_TO DO:_ Out of the lines below, please list those that hold the string "will".

Data entries
-------

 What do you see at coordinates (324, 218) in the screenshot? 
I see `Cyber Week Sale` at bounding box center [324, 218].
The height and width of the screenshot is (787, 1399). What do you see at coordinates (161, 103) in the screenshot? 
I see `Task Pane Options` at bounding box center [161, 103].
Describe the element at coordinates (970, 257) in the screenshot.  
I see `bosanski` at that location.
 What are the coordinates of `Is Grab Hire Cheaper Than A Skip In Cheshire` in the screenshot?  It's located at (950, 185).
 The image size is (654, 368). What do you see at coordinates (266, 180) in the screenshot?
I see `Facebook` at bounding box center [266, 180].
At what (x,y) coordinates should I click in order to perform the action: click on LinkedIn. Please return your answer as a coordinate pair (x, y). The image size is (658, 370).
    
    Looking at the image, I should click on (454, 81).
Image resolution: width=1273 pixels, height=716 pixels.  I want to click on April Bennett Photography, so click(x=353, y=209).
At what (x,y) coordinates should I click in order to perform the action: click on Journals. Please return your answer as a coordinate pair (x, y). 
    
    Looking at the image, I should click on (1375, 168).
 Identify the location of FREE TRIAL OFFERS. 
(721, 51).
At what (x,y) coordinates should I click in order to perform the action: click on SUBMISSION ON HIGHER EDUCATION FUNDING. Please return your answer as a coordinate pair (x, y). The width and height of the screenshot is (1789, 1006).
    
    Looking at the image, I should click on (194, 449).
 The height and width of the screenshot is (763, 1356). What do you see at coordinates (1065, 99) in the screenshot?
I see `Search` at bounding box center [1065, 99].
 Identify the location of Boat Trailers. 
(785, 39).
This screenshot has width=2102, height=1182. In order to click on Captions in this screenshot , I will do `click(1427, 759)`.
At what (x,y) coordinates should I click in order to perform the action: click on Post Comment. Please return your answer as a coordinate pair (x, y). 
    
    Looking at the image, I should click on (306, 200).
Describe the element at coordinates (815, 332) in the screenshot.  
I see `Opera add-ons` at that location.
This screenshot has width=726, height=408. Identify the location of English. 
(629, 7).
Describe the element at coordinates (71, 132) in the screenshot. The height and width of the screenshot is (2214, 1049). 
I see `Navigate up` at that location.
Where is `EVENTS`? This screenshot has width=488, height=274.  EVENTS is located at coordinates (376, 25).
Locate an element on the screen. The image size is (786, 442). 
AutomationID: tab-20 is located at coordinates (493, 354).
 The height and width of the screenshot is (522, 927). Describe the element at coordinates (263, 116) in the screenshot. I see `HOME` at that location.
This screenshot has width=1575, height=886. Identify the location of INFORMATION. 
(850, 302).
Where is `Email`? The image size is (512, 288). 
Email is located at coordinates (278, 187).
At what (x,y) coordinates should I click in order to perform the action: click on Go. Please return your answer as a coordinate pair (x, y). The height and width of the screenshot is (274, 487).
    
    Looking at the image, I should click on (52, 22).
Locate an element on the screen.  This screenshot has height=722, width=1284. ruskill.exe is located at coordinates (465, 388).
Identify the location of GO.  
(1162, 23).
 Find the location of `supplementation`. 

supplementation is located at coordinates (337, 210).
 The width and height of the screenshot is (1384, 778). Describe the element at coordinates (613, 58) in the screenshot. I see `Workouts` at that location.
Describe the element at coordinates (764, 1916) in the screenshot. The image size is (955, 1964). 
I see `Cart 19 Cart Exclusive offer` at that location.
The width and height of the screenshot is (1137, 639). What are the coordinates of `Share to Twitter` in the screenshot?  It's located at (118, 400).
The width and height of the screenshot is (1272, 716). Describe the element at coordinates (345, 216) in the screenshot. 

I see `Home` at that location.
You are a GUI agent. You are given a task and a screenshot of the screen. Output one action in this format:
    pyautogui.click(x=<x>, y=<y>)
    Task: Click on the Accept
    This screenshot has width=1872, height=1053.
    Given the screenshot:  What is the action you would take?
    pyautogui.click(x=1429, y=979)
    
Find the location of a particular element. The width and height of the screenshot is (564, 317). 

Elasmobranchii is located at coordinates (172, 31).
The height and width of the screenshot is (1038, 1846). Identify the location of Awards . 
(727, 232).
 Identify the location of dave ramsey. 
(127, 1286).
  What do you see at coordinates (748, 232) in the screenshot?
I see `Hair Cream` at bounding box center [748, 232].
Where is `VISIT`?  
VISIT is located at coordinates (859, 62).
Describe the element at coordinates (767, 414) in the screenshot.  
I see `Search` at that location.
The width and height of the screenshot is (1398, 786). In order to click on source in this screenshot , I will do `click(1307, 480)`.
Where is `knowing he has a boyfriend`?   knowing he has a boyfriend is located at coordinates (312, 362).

-------

_ANSWER FOR THE TASK:_
This screenshot has width=2102, height=1182. In order to click on Captions in this screenshot , I will do `click(1427, 759)`.
The width and height of the screenshot is (1398, 786). In order to click on source in this screenshot , I will do `click(1307, 480)`.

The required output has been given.